Eroding tolerance: A wonder drug shows us the drug industry’s fundamental failure to communicate
Many people who dedicate their lives to discovering, developing, and making new, lifesaving drugs don’t understand the extent to which the drug industry has failed to communicate its value proposition to society and to inspire its customers to pay for that value. That is to say, when the public and even legislators representing our biotech innovation hubs focus on the price of a breakthrough drug without a sense of its value or how it came into being and insist that innovators should not only invent medicines but pay for them, too, that’s a self-inflicted wound. Vertex’s Trikafta, one of our industry’s greatest success stories, provides an example.
Battling the consequences of price controls at high altitude
As a pioneering PDAB takes its first baby steps in Colorado, we’re getting the impression that we’re watching the rules being made up as it goes along. Fortunately, we’re also witnessing the power of organized and impassioned patient advocacy to slow, reverse, and maybe someday reshape misinformed public policy.
RA TV: How do we determine what a drug is worth?
In this month’s episode, we discuss the latest COVID news. Then Peter Kolchinsky talks with our guest, Dr. Joshua Cohen of Tufts Medical Center, about how they estimate the value of a drug.
What happens if President Biden’s drug pricing plan passes?
If the Biden drug plan passes, the United States will be consciously volunteering to put less capital to work in a large industry where we lead the world. No real argument can stand against the fact that less capital means fewer new products for patients.
Biotechnology leadership is too valuable to throw away
The U.S. biotechnology sector is an indispensable, strategic national asset. But what if we’re taking it for granted? Recent attempts to weaken IP protections for Covid-19 vaccines and to implement drug price controls threaten future U.S. leadership in biotechnology.
When drug prices are a Trojan Horse for other costs, we all lose
The way that hospitals benefit from inflated list prices is a common theme across different kinds of drugs dispensed at hospitals and clinics across the country. When drug prices are a Trojan Horse for all kinds of other health care costs, we all lose.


To do
Return the entries below precisely, omitting nothing.

(Dataset excerpts)

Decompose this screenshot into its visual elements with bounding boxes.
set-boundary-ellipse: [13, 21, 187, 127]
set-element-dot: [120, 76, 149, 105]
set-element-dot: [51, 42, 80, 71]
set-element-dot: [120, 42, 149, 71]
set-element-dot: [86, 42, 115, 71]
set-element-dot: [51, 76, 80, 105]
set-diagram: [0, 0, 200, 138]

(End Dataset excerpts)

Output below
Decompose this screenshot into its visual elements with bounding boxes.
set-boundary-ellipse: [13, 21, 187, 127]
set-element-dot: [120, 76, 149, 105]
set-element-dot: [51, 42, 80, 71]
set-element-dot: [120, 42, 149, 71]
set-element-dot: [86, 42, 115, 71]
set-element-dot: [51, 76, 80, 105]
set-diagram: [0, 0, 200, 138]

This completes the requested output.